Adjust your mindset for social networks

Most of us are pretty decent folk; we don’t go around trying to be malicious or looking for ways to cheat our neighbors. In our day-to-day life we encounter a fairly limited number of people and we tend to assume they are straightforward until proven otherwise. Human society as we know it would be unworkable if we had to regard everybody we met as potential thieves or worse. So we are accustomed to extending a certain amount of trust to others. In some situations- for example, buying a used car- we know we should be wary but ordinarily we give people the benefit of the doubt and assume they are not out to get us.

Unfortunately, the Internet has no resemblance to the ordinary environment we are used to. The rules are different. Our ordinary life experience doesn’t hold. The Internet exposes us to hundreds of millions of people all at once. Most of them may be just like us but any very large group contains criminals and other sociopaths. It only takes a small percentage of bad actors to make the Internet a place where precautions must be used.

In fact, using the Internet requires a change of mindset. We cannot rely on strangers to be trustworthy. Instead of trusting, we must approach Internet activities with the assumption that what we do can be exploited in undesirable ways. Personally, I am surprised at how careless people are with what they put on social sites. In their minds they are sharing with a few friends and relatives. Actually, they may be revealing personal information and pictures to a lot of strangers in far off countries who will not hesitate to use what is posted for shady purposes. Even if the purposes are not shady, the information may be used in ways that are disagreeable.

Sunday’s New York Times has an article discussing the consequences of posting pictures of your children. It begins with the experience of one mother who put up pictures of her children on Flickr for relatives to see:

Then a friend sent her an e-mail message with the kind of subject line no parent cares to read: “Oh no — it’s Gracie.”

The message contained a link to Orkut, a social networking site popular in Brazil. Someone had created a fake profile, using headshots of Mrs. Gwozdz’s 4-year-old daughter.

“They gave her a fake name, Melodie Cuthbert, and a relationship status that said she was interested in making friends and dating men,” Mrs. Gwozdz recalled in a recent telephone interview. Other Orkut members had given the profile a “sexy” rating of two and a half hearts.

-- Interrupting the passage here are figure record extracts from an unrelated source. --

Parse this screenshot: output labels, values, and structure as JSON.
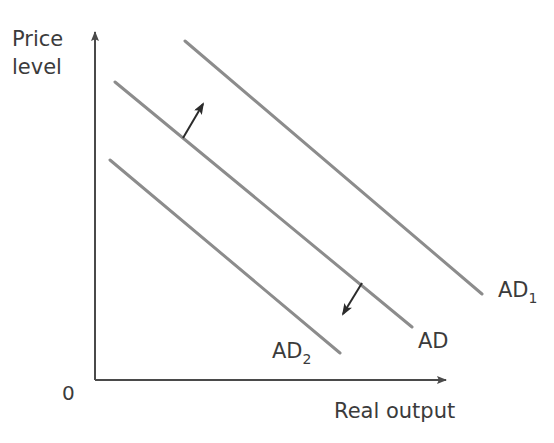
{
  "figure": {
    "background_color": "#ffffff",
    "curve_color": "#8c8c8c",
    "axis_color": "#4a4a4a",
    "text_color": "#3b3b3b"
  },
  "axes": {
    "y_label_line1": "Price",
    "y_label_line2": "level",
    "x_label": "Real output",
    "origin_label": "0"
  },
  "curves": [
    {
      "id": "ad2",
      "label_base": "AD",
      "label_sub": "2",
      "label_full": "AD2",
      "x1": 110,
      "y1": 160,
      "x2": 340,
      "y2": 353,
      "label_x": 272,
      "label_y": 358
    },
    {
      "id": "ad",
      "label_base": "AD",
      "label_sub": "",
      "label_full": "AD",
      "x1": 115,
      "y1": 82,
      "x2": 412,
      "y2": 327,
      "label_x": 418,
      "label_y": 348
    },
    {
      "id": "ad1",
      "label_base": "AD",
      "label_sub": "1",
      "label_full": "AD1",
      "x1": 185,
      "y1": 41,
      "x2": 482,
      "y2": 294,
      "label_x": 498,
      "label_y": 297
    }
  ],
  "arrows": [
    {
      "id": "increase-arrow",
      "direction": "up-right",
      "meaning": "increase in aggregate demand",
      "x1": 183,
      "y1": 138,
      "x2": 203,
      "y2": 104
    },
    {
      "id": "decrease-arrow",
      "direction": "down-left",
      "meaning": "decrease in aggregate demand",
      "x1": 362,
      "y1": 283,
      "x2": 343,
      "y2": 314
    }
  ],
  "chart_data": {
    "type": "line",
    "xlabel": "Real output",
    "ylabel": "Price level",
    "grid": false,
    "legend": "inline-labels",
    "axis_arrows": true,
    "origin_label": "0",
    "xlim": [
      0,
      100
    ],
    "ylim": [
      0,
      100
    ],
    "series": [
      {
        "name": "AD2",
        "description": "Aggregate demand after a decrease (leftward shift)",
        "x": [
          4,
          68
        ],
        "y": [
          66,
          11
        ]
      },
      {
        "name": "AD",
        "description": "Initial aggregate demand",
        "x": [
          6,
          88
        ],
        "y": [
          88,
          19
        ]
      },
      {
        "name": "AD1",
        "description": "Aggregate demand after an increase (rightward shift)",
        "x": [
          25,
          108
        ],
        "y": [
          100,
          28
        ]
      }
    ],
    "annotations": [
      {
        "text": "increase in aggregate demand",
        "symbol": "up-right arrow",
        "from": [
          22,
          72
        ],
        "to": [
          28,
          81
        ]
      },
      {
        "text": "decrease in aggregate demand",
        "symbol": "down-left arrow",
        "from": [
          72,
          28
        ],
        "to": [
          67,
          20
        ]
      }
    ]
  }
}
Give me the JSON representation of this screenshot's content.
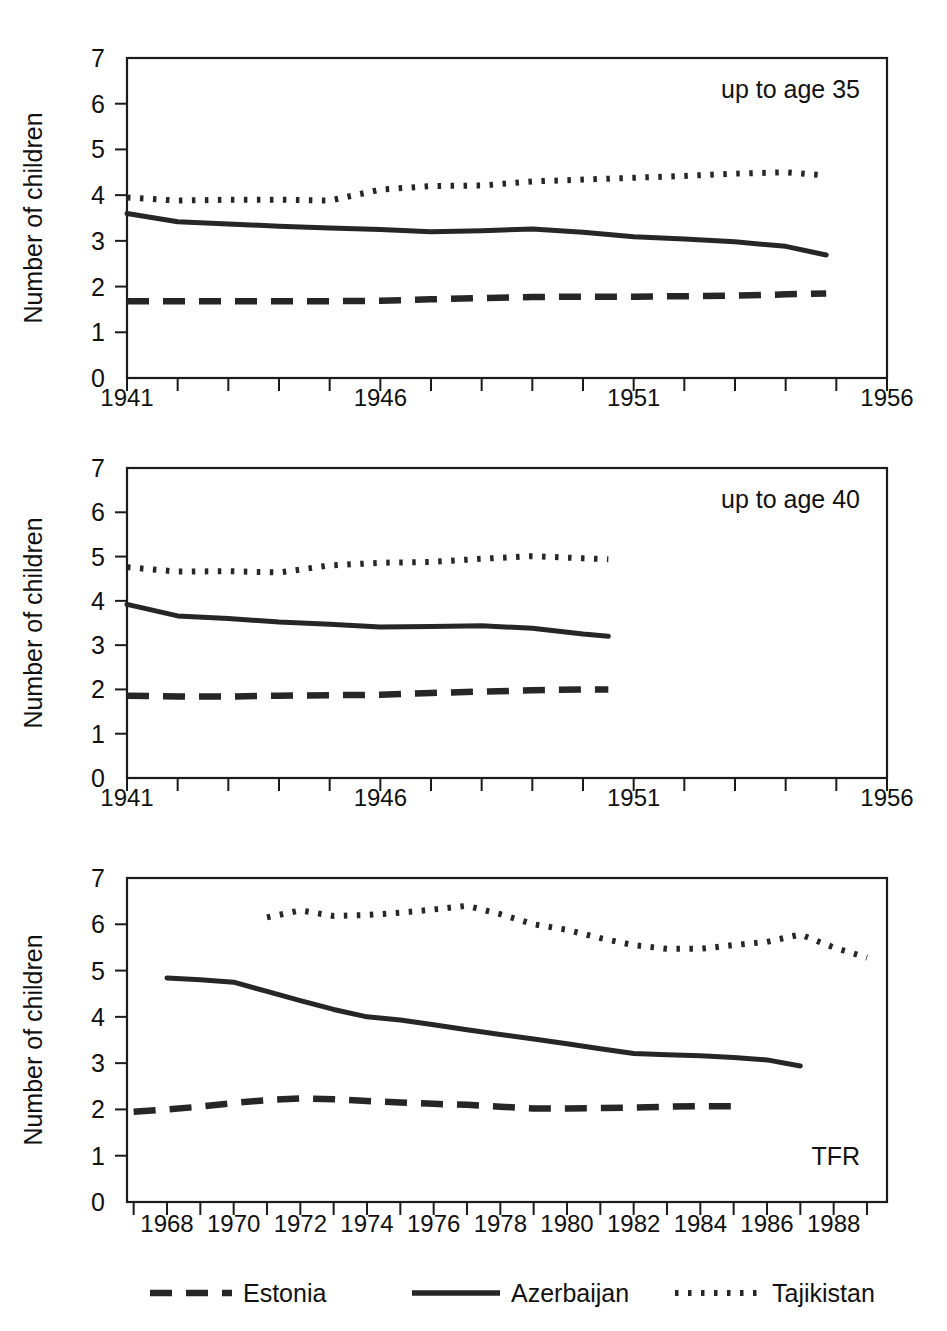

Unless a social site has strict privacy controls, remember that you are not just sharing with friends and relatives. You are providing material for any one of hundreds of millions of people to do with as they wish. And the Internet is a perpetual archive. What’s “cute” today may look very foolish in ten years time. And even privacy controls are no guarantee. So adjust your mindset and think twice about what you post.